In the same way the federal government devalued American homes by making sure anyone could have one, a college degree is quickly becoming as worthless as the paper it’s printed on.

Alex Adrianson of Insider Online reports.

Maybe Higher Education Should Develop a Master’s Degree in Janitorial Studies

Forty-eight percent of college graduates have jobs that do not require a four-year college education, finds a new study by Richard Vedder, Christopher Denhart, and Jonathan Robe of the Center for College Affordability and Productivity. They also report: “In 1970, fewer than one percent of taxi drivers and two percent of firefighters had college degrees, while now more than 15 percent do in both jobs.” Vedder, Denhart, and Robe contend the country is churning out too many college graduates, and is wasting resources on higher education that could be better spent elsewhere—not the least of which are the years healthy young adults spend not being productive so that they can spend more time socializing.

But what of the many studies showing that college graduates earn a significant wage premium over high school graduates? The authors point out a number of problems with inferring from those data that college is worth the cost. Most crucially, they contend that the value of a college degree lies in the signal it sends potential employers about a graduate’s fitness for employment rather than in the actual education the candidate has received. And as employers have increasingly relied on that signal to screen job applicants, more people have pursued the credential, causing its value for recent graduates to decline.

As labor market realities make the real value of a degree clearer, we might expect fewer people to choose to go to college, and the problem would fix itself. As Vedder, Denhart, and Robe point out, however, there is a major problem with that scenario: Massive federal loan subsidies already incentivize college attendance, and politicians may be planning to increase the subsidies. President Obama, for example, has stated that the nation’s goal should be to increase the number of people attending a four-year college so that “by 2020, America will once again have the highest proportion of college graduates in the world.”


Task requirements: Out of the entries that follow, copy each line containing "legend".

___ Information supplied

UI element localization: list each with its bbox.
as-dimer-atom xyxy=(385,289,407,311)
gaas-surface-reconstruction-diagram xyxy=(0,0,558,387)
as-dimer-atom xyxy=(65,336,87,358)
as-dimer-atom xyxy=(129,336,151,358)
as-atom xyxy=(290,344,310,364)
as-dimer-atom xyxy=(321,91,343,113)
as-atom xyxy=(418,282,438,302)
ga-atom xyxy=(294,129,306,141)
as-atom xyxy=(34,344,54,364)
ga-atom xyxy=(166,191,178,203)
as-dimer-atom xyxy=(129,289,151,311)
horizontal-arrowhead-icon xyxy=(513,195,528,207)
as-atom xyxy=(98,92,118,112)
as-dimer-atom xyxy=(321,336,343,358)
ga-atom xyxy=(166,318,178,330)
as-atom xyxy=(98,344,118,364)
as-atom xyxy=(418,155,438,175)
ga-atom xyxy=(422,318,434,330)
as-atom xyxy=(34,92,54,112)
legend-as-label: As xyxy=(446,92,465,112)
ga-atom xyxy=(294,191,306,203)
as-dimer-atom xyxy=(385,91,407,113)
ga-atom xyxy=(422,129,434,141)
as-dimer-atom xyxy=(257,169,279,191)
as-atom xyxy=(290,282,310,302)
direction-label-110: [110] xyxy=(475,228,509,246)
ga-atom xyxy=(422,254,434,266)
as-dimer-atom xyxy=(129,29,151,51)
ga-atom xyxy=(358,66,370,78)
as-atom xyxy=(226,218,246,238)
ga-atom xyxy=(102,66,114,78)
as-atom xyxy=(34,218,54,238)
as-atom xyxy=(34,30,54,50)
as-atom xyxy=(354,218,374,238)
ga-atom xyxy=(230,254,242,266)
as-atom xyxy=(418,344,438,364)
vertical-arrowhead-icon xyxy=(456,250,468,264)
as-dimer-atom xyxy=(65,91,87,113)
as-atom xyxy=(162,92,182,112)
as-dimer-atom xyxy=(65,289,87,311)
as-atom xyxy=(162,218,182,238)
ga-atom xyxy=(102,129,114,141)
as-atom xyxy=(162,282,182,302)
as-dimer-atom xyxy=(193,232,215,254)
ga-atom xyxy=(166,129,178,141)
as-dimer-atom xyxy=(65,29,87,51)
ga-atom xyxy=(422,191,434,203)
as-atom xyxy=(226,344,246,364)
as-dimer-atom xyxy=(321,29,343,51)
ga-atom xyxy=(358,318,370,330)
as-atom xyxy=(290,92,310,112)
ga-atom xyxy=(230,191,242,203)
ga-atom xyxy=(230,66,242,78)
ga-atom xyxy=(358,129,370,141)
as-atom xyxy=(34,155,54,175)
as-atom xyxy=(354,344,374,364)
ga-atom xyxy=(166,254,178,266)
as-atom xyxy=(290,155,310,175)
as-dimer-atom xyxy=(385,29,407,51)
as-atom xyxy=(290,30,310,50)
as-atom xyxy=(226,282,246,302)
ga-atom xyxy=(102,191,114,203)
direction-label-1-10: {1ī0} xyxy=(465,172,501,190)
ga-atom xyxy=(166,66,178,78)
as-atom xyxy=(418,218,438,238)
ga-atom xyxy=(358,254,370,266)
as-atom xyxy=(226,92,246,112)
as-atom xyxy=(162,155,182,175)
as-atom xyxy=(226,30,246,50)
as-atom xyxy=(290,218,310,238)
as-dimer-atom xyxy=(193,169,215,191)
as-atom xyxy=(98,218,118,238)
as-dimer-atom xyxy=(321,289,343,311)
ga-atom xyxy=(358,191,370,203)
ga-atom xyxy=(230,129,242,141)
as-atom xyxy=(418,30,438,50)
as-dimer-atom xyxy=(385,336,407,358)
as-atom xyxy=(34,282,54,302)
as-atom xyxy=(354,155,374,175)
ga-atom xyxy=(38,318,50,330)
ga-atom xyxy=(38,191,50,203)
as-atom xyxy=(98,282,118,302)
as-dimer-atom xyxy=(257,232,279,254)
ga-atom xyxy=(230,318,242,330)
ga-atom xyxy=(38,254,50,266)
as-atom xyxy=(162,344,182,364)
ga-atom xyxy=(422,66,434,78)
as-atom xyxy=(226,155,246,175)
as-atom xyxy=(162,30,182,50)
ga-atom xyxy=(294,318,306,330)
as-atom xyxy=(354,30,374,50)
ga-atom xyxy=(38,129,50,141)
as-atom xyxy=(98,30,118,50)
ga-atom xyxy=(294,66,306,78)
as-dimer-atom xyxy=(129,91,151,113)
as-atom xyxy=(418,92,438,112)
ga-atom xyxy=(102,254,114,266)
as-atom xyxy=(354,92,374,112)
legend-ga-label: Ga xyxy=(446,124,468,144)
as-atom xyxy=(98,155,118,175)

______

Task result:
legend-as-label: As xyxy=(446,92,465,112)
legend-ga-label: Ga xyxy=(446,124,468,144)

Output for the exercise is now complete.